Aristotle and Christian doctrine in The New York Times
Sunday, July 3, 2011
Whenever “the crisis of the West” is referred to, I prick up my ears. My idea of the crisis of the West does not seem to be shared by most of the commentators and analysts that I read (I am probably not reading the right things), so it was electrifying to come across this in The New York Times Book Review today:
…the West is the civilization constituted at its core by the coming together of
classical philosophy and biblical revelation. The vitality of Western
civilization results from the interplay of these alternative principles, though
each contains within itself what claims to be exclusive and irrefutable
authority. Symbolic of this authority are Athens and Jerusalem. In “The Second
World War,” [Winston] Churchill remarks that everything valuable in modern life
and thought is an inheritance from these ancient cities. The debunking both of
Socratic skepticism (“the unexamined life is not worth living”) and of biblical
faith (“Fear of the Lord is the beginning of wisdom”) has led to the crisis of
the West, a chaos of moral relativism and philosophic nihilism in which every
lifestyle, no matter how corrupt or degenerate, can be said to be as good as any
other.
Hooray, hooray, and hooray for Henry V. Jaffa who wrote those lines. It’s a review of a new translation of Aristotle’s Nicomachean Ethics. I have already ordered my copy. I read Aristotle in college, but not since. I have thrown around Tertullian’s line “What has Jerusalem to do with Athens?” all my adult life, but of late I have begun to realize–and indeed have written–that Western civilization is built upon this double foundation, just as Jaffa describes it. In this sense, though I remain a triple-convicted Reformed Protestant, I see anew the greatness of Catholic theology and Thomas Aquinas’ Aristotelianism in particular.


_Exercise aim_
Find the lines below holding the word "this" and copy each of them.

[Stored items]
====

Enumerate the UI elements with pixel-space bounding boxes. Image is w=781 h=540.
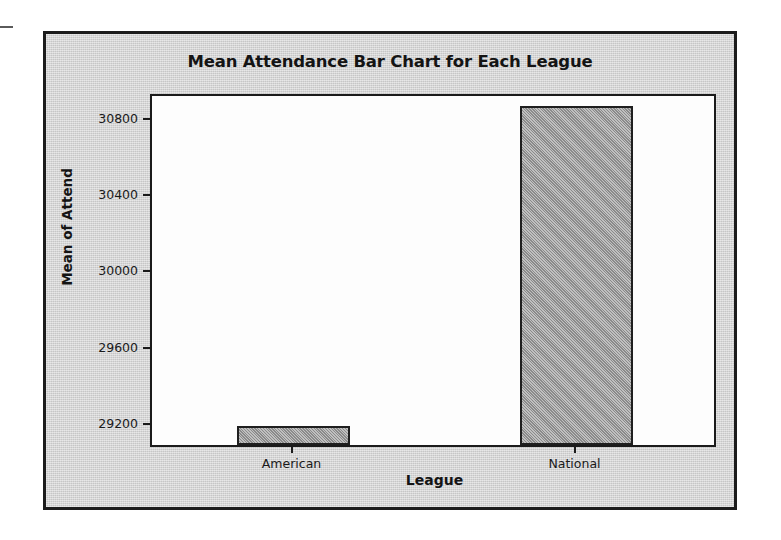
y-axis-tick: 29600 [46, 341, 150, 355]
y-axis-tick-label: 30800 [68, 112, 138, 126]
y-axis-tick-mark [143, 194, 150, 196]
y-axis-tick-label: 29200 [68, 417, 138, 431]
plot-area [150, 94, 716, 447]
y-axis-tick-mark [143, 270, 150, 272]
y-axis-tick: 30400 [46, 188, 150, 202]
chart-panel: Mean Attendance Bar Chart for Each Leagu… [43, 31, 737, 510]
y-axis-tick-mark [143, 118, 150, 120]
y-axis-tick: 30800 [46, 112, 150, 126]
x-axis-tick-label: National [495, 456, 655, 471]
bar-national[interactable] [520, 106, 633, 445]
y-axis-tick: 30000 [46, 264, 150, 278]
y-axis-tick-mark [143, 347, 150, 349]
chart-title: Mean Attendance Bar Chart for Each Leagu… [46, 52, 734, 71]
y-axis-tick: 29200 [46, 417, 150, 431]
y-axis-tick-label: 29600 [68, 341, 138, 355]
x-axis-title: League [150, 472, 719, 488]
y-axis-tick-label: 30400 [68, 188, 138, 202]
y-axis-tick-mark [143, 423, 150, 425]
bar-american[interactable] [237, 426, 350, 445]
y-axis-title: Mean of Attend [59, 142, 75, 312]
scan-artifact-dash [0, 26, 13, 28]
x-axis-tick-mark [574, 447, 576, 453]
x-axis-tick-label: American [212, 456, 372, 471]
x-axis-tick-mark [291, 447, 293, 453]
y-axis-tick-label: 30000 [68, 264, 138, 278]
bars-layer [152, 96, 714, 445]
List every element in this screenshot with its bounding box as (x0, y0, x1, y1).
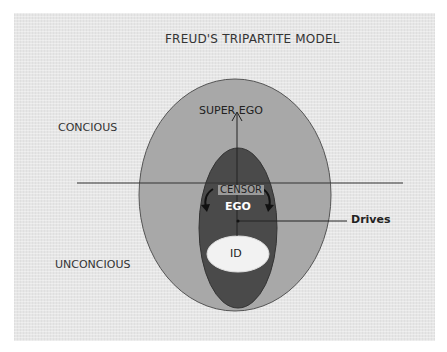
drives-pointer-dot (237, 220, 240, 223)
superego-label: SUPER EGO (199, 105, 263, 116)
ego-ellipse (199, 148, 277, 308)
conscious-label: CONCIOUS (58, 122, 117, 133)
id-label: ID (230, 248, 242, 259)
unconscious-label: UNCONCIOUS (55, 259, 130, 270)
censor-label: CENSOR (218, 185, 264, 195)
tripartite-diagram (0, 0, 447, 352)
ego-label: EGO (225, 201, 251, 212)
drives-label: Drives (351, 214, 391, 225)
diagram-title: FREUD'S TRIPARTITE MODEL (165, 33, 340, 45)
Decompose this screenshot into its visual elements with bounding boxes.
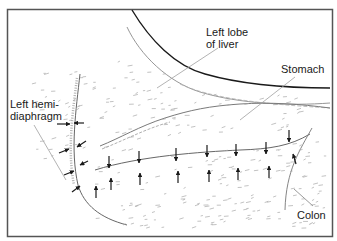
figure-frame [8, 10, 333, 237]
texture-dash [137, 204, 141, 205]
texture-dash [228, 198, 232, 199]
texture-dash [175, 108, 178, 109]
texture-dash [220, 219, 223, 220]
texture-dash [123, 209, 125, 210]
texture-dash [175, 169, 177, 170]
texture-dash [205, 216, 210, 217]
texture-dash [74, 72, 77, 73]
texture-dash [197, 203, 200, 204]
texture-dash [176, 125, 180, 126]
texture-dash [281, 170, 285, 171]
texture-dash [168, 134, 171, 135]
texture-dash [286, 126, 288, 127]
texture-dash [143, 215, 146, 216]
texture-dash [210, 208, 214, 209]
texture-dash [212, 161, 215, 162]
texture-dash [316, 201, 318, 202]
texture-dash [297, 112, 299, 113]
texture-dash [297, 108, 301, 109]
texture-dash [282, 118, 284, 119]
texture-dash [210, 170, 213, 171]
texture-dash [100, 116, 104, 117]
texture-dash [146, 182, 148, 183]
texture-dash [115, 132, 119, 133]
texture-dash [132, 79, 135, 80]
texture-dash [204, 206, 209, 207]
texture-dash [192, 227, 196, 228]
texture-dash [299, 145, 301, 146]
texture-dash [206, 200, 209, 201]
texture-dash [148, 99, 153, 100]
texture-dash [78, 105, 82, 106]
texture-dash [184, 187, 186, 188]
texture-dash [254, 170, 258, 171]
stomach-fold-2 [102, 122, 170, 149]
texture-dash [128, 149, 133, 150]
texture-dash [164, 193, 166, 194]
texture-dash [276, 170, 281, 171]
label-stomach: Stomach [281, 63, 324, 75]
texture-dash [271, 123, 276, 124]
texture-dash [172, 117, 176, 118]
texture-dash [87, 127, 90, 128]
texture-dash [303, 159, 305, 160]
label-left-hemidiaphragm: Left hemi- diaphragm [10, 98, 62, 122]
texture-dash [231, 128, 234, 129]
arrow-diaphragm [72, 186, 80, 192]
texture-dash [65, 145, 68, 146]
stomach-wall [95, 134, 310, 170]
texture-dash [281, 127, 284, 128]
diaphragm-curve [74, 74, 127, 225]
texture-dash [131, 223, 134, 224]
texture-dash [194, 102, 196, 103]
texture-dash [84, 83, 88, 84]
texture-dash [129, 218, 134, 219]
texture-dash [106, 99, 109, 100]
texture-dash [179, 218, 183, 219]
texture-dash [293, 143, 297, 144]
arrow-diaphragm [59, 149, 69, 153]
texture-dash [248, 218, 252, 219]
texture-dash [101, 188, 105, 189]
texture-dash [299, 111, 304, 112]
texture-dash [244, 186, 248, 187]
texture-dash [68, 106, 70, 107]
texture-dash [65, 103, 69, 104]
texture-dash [133, 94, 138, 95]
texture-dash [299, 149, 303, 150]
texture-dash [240, 202, 244, 203]
texture-dash [146, 227, 150, 228]
texture-dash [118, 172, 120, 173]
texture-dash [278, 129, 282, 130]
texture-dash [223, 221, 225, 222]
texture-dash [122, 132, 126, 133]
texture-dash [137, 138, 141, 139]
texture-dash [286, 102, 291, 103]
texture-dash [183, 202, 186, 203]
texture-dash [77, 108, 79, 109]
texture-dash [312, 187, 314, 188]
texture-dash [74, 99, 76, 100]
texture-dash [214, 159, 218, 160]
texture-dash [52, 138, 57, 139]
texture-dash [301, 204, 304, 205]
texture-dash [257, 210, 260, 211]
label-colon: Colon [297, 209, 326, 221]
texture-dash [251, 195, 254, 196]
texture-dash [211, 115, 214, 116]
texture-dash [322, 176, 326, 177]
texture-dash [157, 206, 160, 207]
stomach-fold [100, 103, 330, 146]
texture-dash [223, 200, 227, 201]
liver-leader-line [157, 48, 218, 88]
texture-dash [232, 210, 236, 211]
texture-dash [154, 98, 157, 99]
texture-dash [309, 224, 311, 225]
texture-dash [138, 105, 140, 106]
texture-dash [191, 126, 195, 127]
texture-dash [129, 137, 134, 138]
colon-leader-line [294, 189, 313, 206]
texture-dash [245, 170, 249, 171]
texture-dash [105, 111, 108, 112]
texture-dash [83, 147, 86, 148]
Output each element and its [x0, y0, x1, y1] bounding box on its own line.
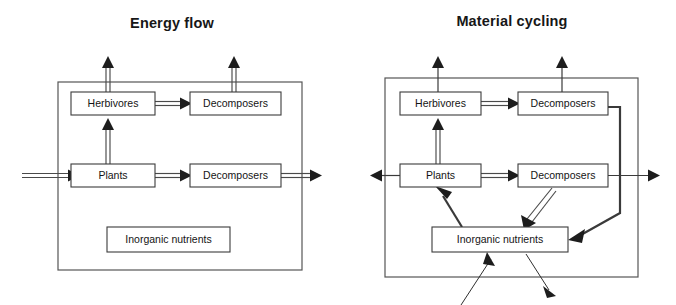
- box-label: Inorganic nutrients: [125, 233, 211, 245]
- flow-external-below-to-inorganic-nutrients: [461, 252, 495, 305]
- box-decomposers-top-material[interactable]: Decomposers: [518, 92, 608, 115]
- box-plants-energy[interactable]: Plants: [71, 164, 155, 187]
- flow-decomposers-top-to-outside-top: [228, 56, 240, 92]
- box-label: Plants: [98, 169, 127, 181]
- box-label: Herbivores: [88, 97, 139, 109]
- ecosystem-diagram-svg: Herbivores Decomposers Plants Decomposer…: [0, 0, 676, 305]
- flow-plants-to-herbivores: [102, 118, 114, 164]
- flow-decomposers-top-to-outside-top-mc: [556, 56, 568, 92]
- box-inorganic-nutrients-energy[interactable]: Inorganic nutrients: [107, 227, 230, 252]
- flow-inorganic-nutrients-to-plants: [435, 186, 462, 227]
- flow-decomposers-bottom-to-inorganic-nutrients: [521, 188, 556, 230]
- flow-herbivores-to-decomposers-top-mc: [481, 98, 520, 110]
- panel-material-cycling: Herbivores Decomposers Plants Decomposer…: [370, 56, 660, 305]
- box-decomposers-bottom-energy[interactable]: Decomposers: [190, 164, 281, 187]
- flow-herbivores-to-outside-top-mc: [432, 56, 444, 92]
- box-herbivores-energy[interactable]: Herbivores: [71, 92, 155, 115]
- box-label: Decomposers: [203, 169, 268, 181]
- box-label: Decomposers: [531, 97, 596, 109]
- flow-decomposers-bottom-to-outside-right-mc: [608, 170, 660, 182]
- flow-plants-to-decomposers-bottom-mc: [481, 170, 520, 182]
- box-label: Herbivores: [415, 97, 466, 109]
- box-plants-material[interactable]: Plants: [400, 164, 481, 187]
- flow-plants-to-decomposers-bottom: [155, 170, 192, 182]
- flow-herbivores-to-decomposers-top: [155, 98, 192, 110]
- diagram-stage: Energy flow Material cycling: [0, 0, 676, 305]
- box-label: Plants: [426, 169, 455, 181]
- box-decomposers-top-energy[interactable]: Decomposers: [190, 92, 281, 115]
- flow-herbivores-to-outside-top: [102, 56, 114, 92]
- box-label: Decomposers: [531, 169, 596, 181]
- flow-plants-to-herbivores-mc: [432, 118, 444, 164]
- box-label: Decomposers: [203, 97, 268, 109]
- flow-inorganic-nutrients-to-external-below: [526, 254, 556, 298]
- box-herbivores-material[interactable]: Herbivores: [400, 92, 481, 115]
- box-label: Inorganic nutrients: [457, 233, 543, 245]
- box-inorganic-nutrients-material[interactable]: Inorganic nutrients: [432, 227, 568, 252]
- box-decomposers-bottom-material[interactable]: Decomposers: [518, 164, 608, 187]
- panel-energy-flow: Herbivores Decomposers Plants Decomposer…: [22, 56, 322, 270]
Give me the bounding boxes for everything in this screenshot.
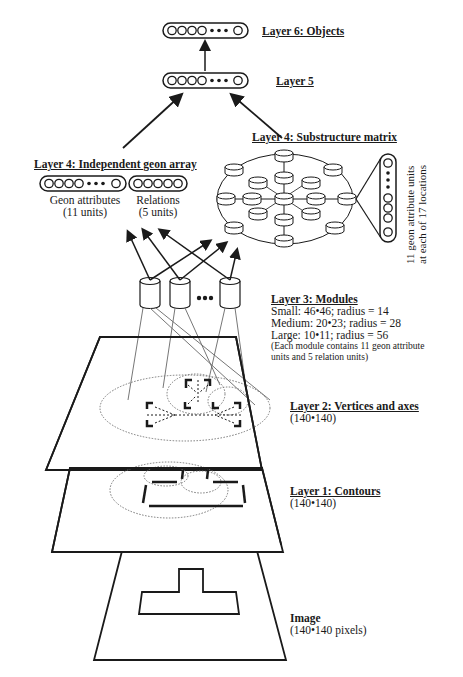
image-label: Image (140•140 pixels) <box>290 612 367 636</box>
layer6-label: Layer 6: Objects <box>262 25 344 37</box>
layer6-unit-bank <box>163 23 248 38</box>
geon-attributes-caption: Geon attributes (11 units) <box>45 194 125 218</box>
layer1-plane <box>46 337 283 552</box>
layer4-independent-label: Layer 4: Independent geon array <box>34 158 197 170</box>
arrow-independent-to-layer5 <box>123 95 181 148</box>
layer3-label: Layer 3: Modules Small: 46•46; radius = … <box>271 293 424 363</box>
layer2-label: Layer 2: Vertices and axes (140•140) <box>290 400 419 424</box>
layer1-label: Layer 1: Contours (140•140) <box>290 485 381 509</box>
layer5-unit-bank <box>163 73 248 88</box>
substructure-note: 11 geon attribute units at each of 17 lo… <box>404 165 428 264</box>
substructure-matrix <box>217 150 396 247</box>
receptive-field-lines <box>128 308 270 405</box>
geon-attributes-unit-bank <box>40 176 126 191</box>
module-cylinders <box>140 278 240 309</box>
image-plane <box>52 468 286 660</box>
layer5-label: Layer 5 <box>276 75 314 87</box>
relations-unit-bank <box>129 176 187 191</box>
relations-caption: Relations (5 units) <box>129 194 187 218</box>
layer2-plane <box>46 337 270 470</box>
module-output-arrows <box>128 230 237 280</box>
t-shape-object <box>139 569 239 614</box>
layer4-substructure-label: Layer 4: Substructure matrix <box>252 131 397 143</box>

====

_Output below_
List every element in this screenshot with its bounding box as (x0, y0, x1, y1).
Decompose this screenshot into its visual elements with bounding boxes.
Give me the bounding boxes for everything in this screenshot.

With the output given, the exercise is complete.